I’ve just been given a personal tour of Ninfa by Monty Don. True, I had to share the thinking woman’s TV gardener with a number of others, but I’m convinced his attention was focused solely on me.
The occasion was a visit to three outstanding gardens outside Rome — Ninfa, Villa d’Este and Landriana — to celebrate a quarter-century of Gardeners’ World magazine in the company of its editor, Lucy Hall. Monty was an added inducement for the tour of Ninfa, after which he was to give a talk on the evolution of Italian gardens.
Rather like a gentleman’s club, Ninfa satisfies one’s inner snob. The eight–hectare garden, within 105 hectares of parkland 40 miles south-east of Rome, is open to the public for a handful of days each year. Thereafter visits are restricted to groups who book well in advance. Once inside the gardens, the official guide is God, and the route is fixed.
So what makes Ninfa worth the effort, especially now, a time of year when the garden is not, Monty assures us, at its best? Well, even though the celebrated roses have been and gone, and the one herbaceous border is nothing a Brit couldn’t muster, the structure of Ninfa stops the breath and has rightly won it the title of ‘most romantic garden in the world’.
The garden as we know it was created in 1921, but there has been an outpost at Ninfa since Roman times. The settlement had its share of disasters (its inhabitants succumbed to malaria in the 17th century), but in its heyday in the 12th century Ninfa had 150 houses, seven churches, a castle, a town hall, and several mills and bridges. Their ruins provide an incomparable structure.
Once inside, we are divided into two groups.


# [Problem requirements]
Restate the data below word for word. Skip any images it contains.

◆ ◆ ◆

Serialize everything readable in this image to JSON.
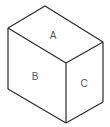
{
  "diagram": {
    "type": "isometric-box",
    "faces": [
      {
        "id": "top",
        "label": "A"
      },
      {
        "id": "left",
        "label": "B"
      },
      {
        "id": "right",
        "label": "C"
      }
    ],
    "colors": {
      "stroke": "#2a2a2a",
      "label": "#555555",
      "background": "#ffffff"
    }
  }
}
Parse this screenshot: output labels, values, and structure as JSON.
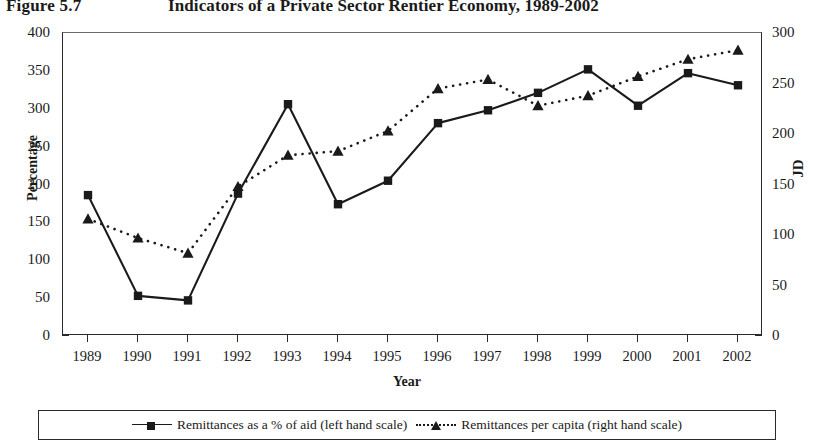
{
  "figure": {
    "number": "Figure 5.7",
    "title": "Indicators of a Private Sector Rentier Economy, 1989-2002"
  },
  "chart_data": {
    "type": "line",
    "title": "Indicators of a Private Sector Rentier Economy, 1989-2002",
    "xlabel": "Year",
    "ylabel": "Percentage",
    "y2label": "JD",
    "categories": [
      "1989",
      "1990",
      "1991",
      "1992",
      "1993",
      "1994",
      "1995",
      "1996",
      "1997",
      "1998",
      "1999",
      "2000",
      "2001",
      "2002"
    ],
    "ylim": [
      0,
      400
    ],
    "yticks": [
      0,
      50,
      100,
      150,
      200,
      250,
      300,
      350,
      400
    ],
    "y2lim": [
      0,
      300
    ],
    "y2ticks": [
      0,
      50,
      100,
      150,
      200,
      250,
      300
    ],
    "grid": false,
    "legend_position": "bottom",
    "series": [
      {
        "name": "Remittances as a % of aid (left hand scale)",
        "axis": "left",
        "marker": "square",
        "line_style": "solid",
        "color": "#1a1a1a",
        "values": [
          186,
          53,
          47,
          188,
          306,
          174,
          205,
          281,
          298,
          321,
          352,
          304,
          347,
          331
        ]
      },
      {
        "name": "Remittances per capita (right hand scale)",
        "axis": "right",
        "marker": "triangle",
        "line_style": "dotted",
        "color": "#1a1a1a",
        "values": [
          116,
          97,
          82,
          148,
          179,
          183,
          203,
          245,
          254,
          228,
          238,
          257,
          274,
          283
        ]
      }
    ]
  },
  "legend": {
    "series1_label": "Remittances as a % of aid (left hand scale)",
    "series2_label": "Remittances per capita (right hand scale)"
  }
}
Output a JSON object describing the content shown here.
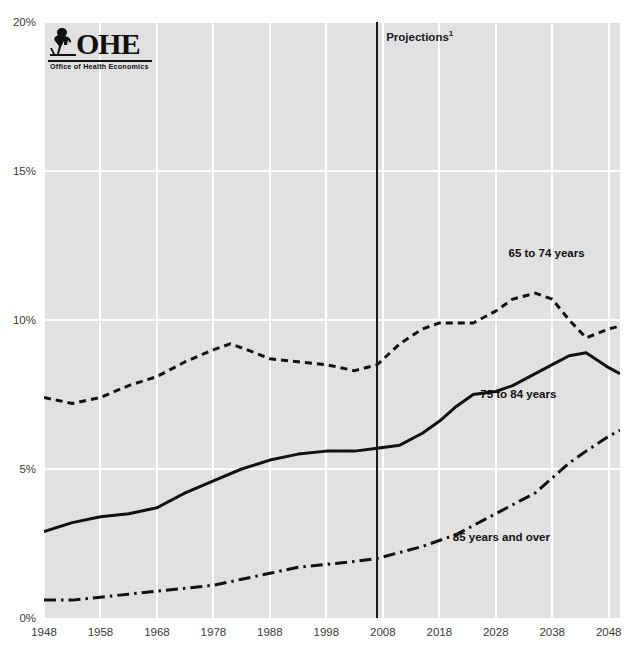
{
  "chart_data": {
    "type": "line",
    "title": "",
    "subtitle": "",
    "xlabel": "",
    "ylabel": "",
    "xlim": [
      1948,
      2050
    ],
    "ylim": [
      0,
      20
    ],
    "y_tick_labels": [
      "0%",
      "5%",
      "10%",
      "15%",
      "20%"
    ],
    "y_ticks": [
      0,
      5,
      10,
      15,
      20
    ],
    "x_tick_labels": [
      "1948",
      "1958",
      "1968",
      "1978",
      "1988",
      "1998",
      "2008",
      "2018",
      "2028",
      "2038",
      "2048"
    ],
    "x_ticks": [
      1948,
      1958,
      1968,
      1978,
      1988,
      1998,
      2008,
      2018,
      2028,
      2038,
      2048
    ],
    "grid": "white gridlines on grey panel, horizontal at 5% intervals and vertical at decade ticks",
    "legend_position": "inline labels at right of each series",
    "unit": "percent of total population",
    "annotations": [
      {
        "text": "Projections",
        "superscript": "1",
        "x": 2007,
        "type": "vertical-divider-label"
      }
    ],
    "projection_divider_year": 2007,
    "series": [
      {
        "name": "65 to 74 years",
        "style": "dotted",
        "color": "#111111",
        "label_x": 2037,
        "label_y": 12.2,
        "x": [
          1948,
          1953,
          1958,
          1963,
          1968,
          1973,
          1978,
          1981,
          1984,
          1988,
          1993,
          1998,
          2003,
          2007,
          2011,
          2015,
          2018,
          2021,
          2024,
          2028,
          2031,
          2035,
          2038,
          2041,
          2044,
          2048,
          2050
        ],
        "values": [
          7.4,
          7.2,
          7.4,
          7.8,
          8.1,
          8.6,
          9.0,
          9.2,
          9.0,
          8.7,
          8.6,
          8.5,
          8.3,
          8.5,
          9.2,
          9.7,
          9.9,
          9.9,
          9.9,
          10.3,
          10.7,
          10.9,
          10.7,
          10.0,
          9.4,
          9.7,
          9.8
        ]
      },
      {
        "name": "75 to 84 years",
        "style": "solid",
        "color": "#111111",
        "label_x": 2032,
        "label_y": 7.5,
        "x": [
          1948,
          1953,
          1958,
          1963,
          1968,
          1973,
          1978,
          1983,
          1988,
          1993,
          1998,
          2003,
          2007,
          2011,
          2015,
          2018,
          2021,
          2024,
          2028,
          2031,
          2035,
          2038,
          2041,
          2044,
          2048,
          2050
        ],
        "values": [
          2.9,
          3.2,
          3.4,
          3.5,
          3.7,
          4.2,
          4.6,
          5.0,
          5.3,
          5.5,
          5.6,
          5.6,
          5.7,
          5.8,
          6.2,
          6.6,
          7.1,
          7.5,
          7.6,
          7.8,
          8.2,
          8.5,
          8.8,
          8.9,
          8.4,
          8.2
        ]
      },
      {
        "name": "85 years and over",
        "style": "dash-dot",
        "color": "#111111",
        "label_x": 2029,
        "label_y": 2.7,
        "x": [
          1948,
          1953,
          1958,
          1963,
          1968,
          1973,
          1978,
          1983,
          1988,
          1993,
          1998,
          2003,
          2007,
          2011,
          2015,
          2018,
          2021,
          2024,
          2028,
          2031,
          2035,
          2038,
          2041,
          2044,
          2048,
          2050
        ],
        "values": [
          0.6,
          0.6,
          0.7,
          0.8,
          0.9,
          1.0,
          1.1,
          1.3,
          1.5,
          1.7,
          1.8,
          1.9,
          2.0,
          2.2,
          2.4,
          2.6,
          2.8,
          3.1,
          3.5,
          3.8,
          4.2,
          4.7,
          5.2,
          5.6,
          6.1,
          6.3
        ]
      }
    ]
  },
  "annotations": {
    "projections_label": "Projections",
    "projections_superscript": "1",
    "top_clipped_text": ""
  },
  "logo": {
    "wordmark": "OHE",
    "tagline": "Office of Health Economics",
    "figure_icon": "seated-scholar-icon"
  },
  "axis": {
    "y_labels": [
      "20%",
      "15%",
      "10%",
      "5%",
      "0%"
    ],
    "x_labels": [
      "1948",
      "1958",
      "1968",
      "1978",
      "1988",
      "1998",
      "2008",
      "2018",
      "2028",
      "2038",
      "2048"
    ]
  },
  "series_labels": {
    "a": "65 to 74 years",
    "b": "75 to 84 years",
    "c": "85 years and over"
  },
  "colors": {
    "panel": "#e3e3e3",
    "grid": "#fdfdfd",
    "ink": "#111111",
    "tick_text": "#3a3a3a"
  }
}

◆ ◆ ◆

# [Response]
Serialize everything readable in this image to JSON.
{
  "diagram": {
    "type": "isometric-box",
    "faces": [
      {
        "id": "top",
        "label": "A"
      },
      {
        "id": "left",
        "label": "B"
      },
      {
        "id": "right",
        "label": "C"
      }
    ],
    "colors": {
      "stroke": "#2a2a2a",
      "label": "#555555",
      "background": "#ffffff"
    }
  }
}
Parse this screenshot: output labels, values, and structure as JSON.
{
  "figure": {
    "number": "Figure 5.7",
    "title": "Indicators of a Private Sector Rentier Economy, 1989-2002"
  },
  "chart_data": {
    "type": "line",
    "title": "Indicators of a Private Sector Rentier Economy, 1989-2002",
    "xlabel": "Year",
    "ylabel": "Percentage",
    "y2label": "JD",
    "categories": [
      "1989",
      "1990",
      "1991",
      "1992",
      "1993",
      "1994",
      "1995",
      "1996",
      "1997",
      "1998",
      "1999",
      "2000",
      "2001",
      "2002"
    ],
    "ylim": [
      0,
      400
    ],
    "yticks": [
      0,
      50,
      100,
      150,
      200,
      250,
      300,
      350,
      400
    ],
    "y2lim": [
      0,
      300
    ],
    "y2ticks": [
      0,
      50,
      100,
      150,
      200,
      250,
      300
    ],
    "grid": false,
    "legend_position": "bottom",
    "series": [
      {
        "name": "Remittances as a % of aid (left hand scale)",
        "axis": "left",
        "marker": "square",
        "line_style": "solid",
        "color": "#1a1a1a",
        "values": [
          186,
          53,
          47,
          188,
          306,
          174,
          205,
          281,
          298,
          321,
          352,
          304,
          347,
          331
        ]
      },
      {
        "name": "Remittances per capita (right hand scale)",
        "axis": "right",
        "marker": "triangle",
        "line_style": "dotted",
        "color": "#1a1a1a",
        "values": [
          116,
          97,
          82,
          148,
          179,
          183,
          203,
          245,
          254,
          228,
          238,
          257,
          274,
          283
        ]
      }
    ]
  },
  "legend": {
    "series1_label": "Remittances as a % of aid (left hand scale)",
    "series2_label": "Remittances per capita (right hand scale)"
  }
}
Output a JSON object describing the content shown here.
{
  "chart_data": {
    "type": "line",
    "title": "",
    "subtitle": "",
    "xlabel": "",
    "ylabel": "",
    "xlim": [
      1948,
      2050
    ],
    "ylim": [
      0,
      20
    ],
    "y_tick_labels": [
      "0%",
      "5%",
      "10%",
      "15%",
      "20%"
    ],
    "y_ticks": [
      0,
      5,
      10,
      15,
      20
    ],
    "x_tick_labels": [
      "1948",
      "1958",
      "1968",
      "1978",
      "1988",
      "1998",
      "2008",
      "2018",
      "2028",
      "2038",
      "2048"
    ],
    "x_ticks": [
      1948,
      1958,
      1968,
      1978,
      1988,
      1998,
      2008,
      2018,
      2028,
      2038,
      2048
    ],
    "grid": "white gridlines on grey panel, horizontal at 5% intervals and vertical at decade ticks",
    "legend_position": "inline labels at right of each series",
    "unit": "percent of total population",
    "annotations": [
      {
        "text": "Projections",
        "superscript": "1",
        "x": 2007,
        "type": "vertical-divider-label"
      }
    ],
    "projection_divider_year": 2007,
    "series": [
      {
        "name": "65 to 74 years",
        "style": "dotted",
        "color": "#111111",
        "label_x": 2037,
        "label_y": 12.2,
        "x": [
          1948,
          1953,
          1958,
          1963,
          1968,
          1973,
          1978,
          1981,
          1984,
          1988,
          1993,
          1998,
          2003,
          2007,
          2011,
          2015,
          2018,
          2021,
          2024,
          2028,
          2031,
          2035,
          2038,
          2041,
          2044,
          2048,
          2050
        ],
        "values": [
          7.4,
          7.2,
          7.4,
          7.8,
          8.1,
          8.6,
          9.0,
          9.2,
          9.0,
          8.7,
          8.6,
          8.5,
          8.3,
          8.5,
          9.2,
          9.7,
          9.9,
          9.9,
          9.9,
          10.3,
          10.7,
          10.9,
          10.7,
          10.0,
          9.4,
          9.7,
          9.8
        ]
      },
      {
        "name": "75 to 84 years",
        "style": "solid",
        "color": "#111111",
        "label_x": 2032,
        "label_y": 7.5,
        "x": [
          1948,
          1953,
          1958,
          1963,
          1968,
          1973,
          1978,
          1983,
          1988,
          1993,
          1998,
          2003,
          2007,
          2011,
          2015,
          2018,
          2021,
          2024,
          2028,
          2031,
          2035,
          2038,
          2041,
          2044,
          2048,
          2050
        ],
        "values": [
          2.9,
          3.2,
          3.4,
          3.5,
          3.7,
          4.2,
          4.6,
          5.0,
          5.3,
          5.5,
          5.6,
          5.6,
          5.7,
          5.8,
          6.2,
          6.6,
          7.1,
          7.5,
          7.6,
          7.8,
          8.2,
          8.5,
          8.8,
          8.9,
          8.4,
          8.2
        ]
      },
      {
        "name": "85 years and over",
        "style": "dash-dot",
        "color": "#111111",
        "label_x": 2029,
        "label_y": 2.7,
        "x": [
          1948,
          1953,
          1958,
          1963,
          1968,
          1973,
          1978,
          1983,
          1988,
          1993,
          1998,
          2003,
          2007,
          2011,
          2015,
          2018,
          2021,
          2024,
          2028,
          2031,
          2035,
          2038,
          2041,
          2044,
          2048,
          2050
        ],
        "values": [
          0.6,
          0.6,
          0.7,
          0.8,
          0.9,
          1.0,
          1.1,
          1.3,
          1.5,
          1.7,
          1.8,
          1.9,
          2.0,
          2.2,
          2.4,
          2.6,
          2.8,
          3.1,
          3.5,
          3.8,
          4.2,
          4.7,
          5.2,
          5.6,
          6.1,
          6.3
        ]
      }
    ]
  },
  "annotations": {
    "projections_label": "Projections",
    "projections_superscript": "1",
    "top_clipped_text": ""
  },
  "logo": {
    "wordmark": "OHE",
    "tagline": "Office of Health Economics",
    "figure_icon": "seated-scholar-icon"
  },
  "axis": {
    "y_labels": [
      "20%",
      "15%",
      "10%",
      "5%",
      "0%"
    ],
    "x_labels": [
      "1948",
      "1958",
      "1968",
      "1978",
      "1988",
      "1998",
      "2008",
      "2018",
      "2028",
      "2038",
      "2048"
    ]
  },
  "series_labels": {
    "a": "65 to 74 years",
    "b": "75 to 84 years",
    "c": "85 years and over"
  },
  "colors": {
    "panel": "#e3e3e3",
    "grid": "#fdfdfd",
    "ink": "#111111",
    "tick_text": "#3a3a3a"
  }
}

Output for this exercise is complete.